Israel Folau’s contract with Rugby Australia has been terminated after the New South Wales Waratahs player posted the above Bible quote on his Instagram account back in April.
This is Israel’s opinion. I assume he believes it with every fibre of his being and for my part, I hope he’ll be crushingly disappointed when he arrives in the afterlife, realises intolerance is a unwanted by-product of humanity and that he’s about to spend eternity with the drunk gay fornicating atheists who know how to throw a decent party.
Unlike Israel, I have self-awareness. Given the current uncertainty around the afterlife I could just as easily find myself in the grubby anteroom that is purgatory, peering nervously through the steamed up window into hell and giggling ruefully at the notion the fundamentalists were right after all. Hopefully, I’ll be drunk.
The termination of Folau’s contract throws up some interesting questions. The right to free speech has protected status in many modern constitutions (not Australia, it should be noted) mostly because history left clues as to the impact of the alternative. Indeed, many a wilful agitator has abused it to justify hate speech, forgetting that the right to say something doesn’t carry with it the right to not have that opinion challenged.
Perhaps one day we’ll look back at social media as the tipping point for free speech. The furore surrounding the recent sacking of Danny Baker for posting a picture of a couple and a chimp under the message ‘Royal baby leaves hospital’ followed a similar arc, even if the dynamic of each incident was markedly different. Folau stands firmly by the words he quoted while Baker has consistently denied a racial element to his tweet, claiming the picture he posted was “a genuine, naive and catastrophic mistake …”
Both men have had their contracts of employment terminated but their right to freedom of speech hasn’t been compromised, as some might have you believe. Any sensible employment contract contains a section about bringing the name of the employer into disrepute and in Rugby Australia’s case, their status as foundation members of Pride in Sport Index (PSI), implies a significant conflict of interest. A similar debate erupted when footballer Ched Evans was found guilty (prior to a successful appeal) of rape in 2014. Many football clubs made their interest in him public, only to suffer a backlash from fans who objected to their club picking him to represent them in competition. It wears the clothes of punishment, despite being motivated almost entirely by self-protection.
For now this is just something else to argue about on Twitter while we should be working. The 21st century equivalent of fiddling while Rome burns. But perhaps this is something we should be more nervous about. Israel Folau hasn’t just lost his right to represent Australia. Sponsorship deals – a lucrative sideline to any career in elite sports – with sportswear giant Asics and motor manufacturer Land Rover have already been withdrawn. Qantas, official airline of Rugby Australia, have been monitoring the situation.
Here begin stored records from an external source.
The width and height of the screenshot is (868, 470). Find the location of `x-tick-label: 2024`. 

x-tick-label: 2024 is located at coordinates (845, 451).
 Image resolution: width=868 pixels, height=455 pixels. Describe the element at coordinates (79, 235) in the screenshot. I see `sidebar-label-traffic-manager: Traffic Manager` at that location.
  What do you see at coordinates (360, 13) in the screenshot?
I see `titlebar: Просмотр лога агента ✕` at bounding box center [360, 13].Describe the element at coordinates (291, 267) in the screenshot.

Their Chief Executive, Alan Joyce, told the Australian Financial Review “We don’t sponsor something to get involved in controversy. That’s not part of the deal […] We expect our partners to take the appropriate action.” These words have, unsurprisingly, led to claims from Australian broadcaster Alan Jones that in sacking Folau, RA were “kneeling down to corporate dollars,” and “should be ashamed.”
It grieves me to say it, but Alan might have a point. Sponsorships deals with big business whose immediate interests aren’t necessarily in the same postcode as the sports team partnering them are increasingly common. Manchester City and Tinder? Arsenal and Rwanda? Manchester United’s ‘official global lubricant partner’ Castrol GTX?
On reflection, that last one might be plausible. But however baffling these relationships appear to be, the sponsors will ensure that their brand is not tarnished by the association, meaning clubs and organisations will be obliged to disengage with anyone who, whether inadvertently or not, threatens the integrity of an associated brand.
Something’s got to give and it’ll be the right to say what the hell we like ‘without fear of retaliation, censorship, or legal sanction’. Personally I have no problem with this when it involves words that incite and inflame prejudices, but as we’ve learned in recent years, progress isn’t cast in stone. One idiot elected to power can disrupt hundreds of years of positive development with a few poorly constructed, misspelled tweets.
I’m sure Margaret Atwood did not intend her fictional republic, Gilead, to be used as a template when US states in the Deep South are considering abortion legislation, and yet here we are. If corporate interests begin to inform what we are allowed to say, and police it via censure, it’s only a matter of time before freedom of expression becomes a homogenised, glutinous lump that cannot or will not tolerate the differences we’ve encouraged to flourish in our societies.
I’m glad Israel Folau has been deprived of the right to represent his country. His words carry more weight than yours and mine and unfortunately will act as an enabler to intolerant people who may feel empowered. But to paraphrase Evelyn Beatrice Hall (or carelessly misquote, depending on your point of view) I disapprove of what he says, but I’m so scared about future dystopias that I think I have to defend to the death his right to say it.